To be holy does not mean being superior to others: the saint can be very weak, with many mistakes in his life. Holiness is this profound contact with God, becoming a friend of God: it is letting the Other work, the Only One who can really make the world both good and happy.

Joseph Cardinal Ratzinger

Stop Pushin’ It

Stop Trying to Live the Christian Life by Your Own Strength

For this I toil, struggling with all his energy that he powerfully works within me.

Col. 1:29

We come to Christ by faith. We believe that the finished work of Christ on the Cross was for us. Christ’s death saves us from the penalty of our sin, his burial delivers us from the power of sin, and his raising to life again overcomes the presence of sin.
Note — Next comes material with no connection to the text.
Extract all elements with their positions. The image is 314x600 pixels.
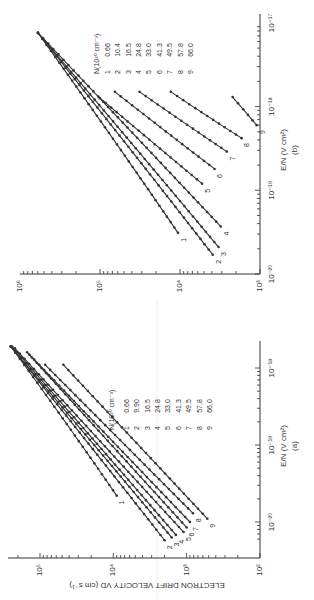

We are free indeed.

Yet, we continue in the Christian life struggling and striving to live a life of holiness. Frustrated, we read the New Testament’s instructions for Christian living and find them impossible to obey. We want to quit, it’s all too much and too hard in a world gone mad.

Yet, God has something better for us. He wants us to trust his Son: that very Son who lives in us by the power of the Holy Spirit (Gal. 2:20). The Lord never intended for us to live the Christian life in our own strength. God’s intention: allow Christ to live the Christian life in and through us (Col. 2:6). By faith, we trust the only one who has ever successfully lived the Christian life to empower us to say, “no,” to sin and “yes,” to righteousness (Titus 2:12).
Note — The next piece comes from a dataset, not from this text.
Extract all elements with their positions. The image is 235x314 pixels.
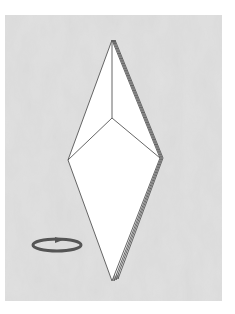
- origami-diagram: [0, 0, 235, 314]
How stupid it would be to buy a car with a powerful engine under the hood and then to spend the rest of your days pushing it! Thwarted and exhausted, you would wish to discard it as a useless thing! Yet to some of you who are Christians, this may be God’s word to your heart.

When God redeemed you through the precious blood of His dear Son, He placed, in the language of my illustration, a powerful engine under the hood–nothing less than the resurrection life of God the Son, made over to you in the person of God the Holy Spirit. Then stop pushing! Step in and switch on and expose every hill of circumstance, of opportunity, of temptation, of perplexity–no matter how threatening–to the divine energy that is available.

Major Ian Thomas, The Saving Life of Christ/The Mystery of Godliness (Grand Rapids, MI: Zondervan, 1998), 22.

I Want It

I Want Satisfaction in You

Not that I am speaking of being in need, for I have learned in whatever situation I am to be content.

Phil. 4:11

Contentment is deep and abiding satisfaction in God himself. Contentment focuses on God’s presence, joy, and love as opposed to our wants, needs, and desires. Nothing the world offers compares with this deep sense of fulfillment gifted us in the love of Christ. Contentment is found when are our emotional needs are met in God’s love and our inadequacies are overwhelmed in God’s sufficiency. We experience true joy because Jesus has met our deepest need–peace with God. We are fulfilled in Christ. Therefore, we are content with the necessities of life that the Lord has provided.

Contentment is developed over time: it is not an instant virtue. Contentment is obtained through trusting Christ and a willingness to live without the world’s passing fashions (Phil 4:11; 1 Tim. 6:6; Heb. 13:5). Contentment is found by trusting God’s will, submitting to his appointments (even if they are disappointments), and drawing strength from Christ (Phil. 4:13). We want contentment because we want him and contentment give us more of him and less of us.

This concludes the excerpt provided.